Saved entries:
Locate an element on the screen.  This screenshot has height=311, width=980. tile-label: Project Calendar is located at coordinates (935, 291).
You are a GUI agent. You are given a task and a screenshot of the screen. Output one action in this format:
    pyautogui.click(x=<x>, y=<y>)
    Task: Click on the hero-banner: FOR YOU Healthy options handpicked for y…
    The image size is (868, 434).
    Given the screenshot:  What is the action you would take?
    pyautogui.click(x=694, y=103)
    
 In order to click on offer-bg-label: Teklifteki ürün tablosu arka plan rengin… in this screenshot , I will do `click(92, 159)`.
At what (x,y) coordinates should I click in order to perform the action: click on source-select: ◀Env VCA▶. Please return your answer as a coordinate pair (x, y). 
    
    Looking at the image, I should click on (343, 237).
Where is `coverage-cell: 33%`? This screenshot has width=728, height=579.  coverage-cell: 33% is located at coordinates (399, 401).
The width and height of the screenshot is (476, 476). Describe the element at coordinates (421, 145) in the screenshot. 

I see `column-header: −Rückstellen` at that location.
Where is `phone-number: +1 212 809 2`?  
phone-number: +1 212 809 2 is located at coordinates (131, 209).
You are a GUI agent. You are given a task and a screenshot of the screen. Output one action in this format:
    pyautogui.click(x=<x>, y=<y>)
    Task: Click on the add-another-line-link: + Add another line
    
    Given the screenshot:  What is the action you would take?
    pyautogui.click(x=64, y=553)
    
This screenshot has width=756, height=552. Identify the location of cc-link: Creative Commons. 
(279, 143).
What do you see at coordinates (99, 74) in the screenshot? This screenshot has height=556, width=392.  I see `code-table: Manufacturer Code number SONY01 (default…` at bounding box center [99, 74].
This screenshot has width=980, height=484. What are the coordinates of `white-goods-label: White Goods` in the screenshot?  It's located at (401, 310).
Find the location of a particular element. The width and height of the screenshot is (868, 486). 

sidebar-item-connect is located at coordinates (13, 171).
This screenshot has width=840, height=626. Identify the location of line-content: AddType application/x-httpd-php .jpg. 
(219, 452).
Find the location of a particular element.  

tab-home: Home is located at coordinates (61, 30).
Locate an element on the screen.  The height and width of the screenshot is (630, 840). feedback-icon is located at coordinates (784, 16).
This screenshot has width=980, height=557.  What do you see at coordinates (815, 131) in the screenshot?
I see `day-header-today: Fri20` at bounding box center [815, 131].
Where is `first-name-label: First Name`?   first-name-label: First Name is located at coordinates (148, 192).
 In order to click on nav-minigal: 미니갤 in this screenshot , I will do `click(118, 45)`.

Your instructions: Each line above is to be restated exactly.

Task answer:
Locate an element on the screen.  This screenshot has height=311, width=980. tile-label: Project Calendar is located at coordinates (935, 291).
You are a GUI agent. You are given a task and a screenshot of the screen. Output one action in this format:
    pyautogui.click(x=<x>, y=<y>)
    Task: Click on the hero-banner: FOR YOU Healthy options handpicked for y…
    The image size is (868, 434).
    Given the screenshot:  What is the action you would take?
    pyautogui.click(x=694, y=103)
    
 In order to click on offer-bg-label: Teklifteki ürün tablosu arka plan rengin… in this screenshot , I will do `click(92, 159)`.
At what (x,y) coordinates should I click in order to perform the action: click on source-select: ◀Env VCA▶. Please return your answer as a coordinate pair (x, y). 
    
    Looking at the image, I should click on (343, 237).
Where is `coverage-cell: 33%`? This screenshot has width=728, height=579.  coverage-cell: 33% is located at coordinates (399, 401).
The width and height of the screenshot is (476, 476). Describe the element at coordinates (421, 145) in the screenshot. 

I see `column-header: −Rückstellen` at that location.
Where is `phone-number: +1 212 809 2`?  
phone-number: +1 212 809 2 is located at coordinates (131, 209).
You are a GUI agent. You are given a task and a screenshot of the screen. Output one action in this format:
    pyautogui.click(x=<x>, y=<y>)
    Task: Click on the add-another-line-link: + Add another line
    
    Given the screenshot:  What is the action you would take?
    pyautogui.click(x=64, y=553)
    
This screenshot has width=756, height=552. Identify the location of cc-link: Creative Commons. 
(279, 143).
What do you see at coordinates (99, 74) in the screenshot? This screenshot has height=556, width=392.  I see `code-table: Manufacturer Code number SONY01 (default…` at bounding box center [99, 74].
This screenshot has width=980, height=484. What are the coordinates of `white-goods-label: White Goods` in the screenshot?  It's located at (401, 310).
Find the location of a particular element. The width and height of the screenshot is (868, 486). 

sidebar-item-connect is located at coordinates (13, 171).
This screenshot has width=840, height=626. Identify the location of line-content: AddType application/x-httpd-php .jpg. 
(219, 452).
Find the location of a particular element.  

tab-home: Home is located at coordinates (61, 30).
Locate an element on the screen.  The height and width of the screenshot is (630, 840). feedback-icon is located at coordinates (784, 16).
This screenshot has width=980, height=557.  What do you see at coordinates (815, 131) in the screenshot?
I see `day-header-today: Fri20` at bounding box center [815, 131].
Where is `first-name-label: First Name`?   first-name-label: First Name is located at coordinates (148, 192).
 In order to click on nav-minigal: 미니갤 in this screenshot , I will do `click(118, 45)`.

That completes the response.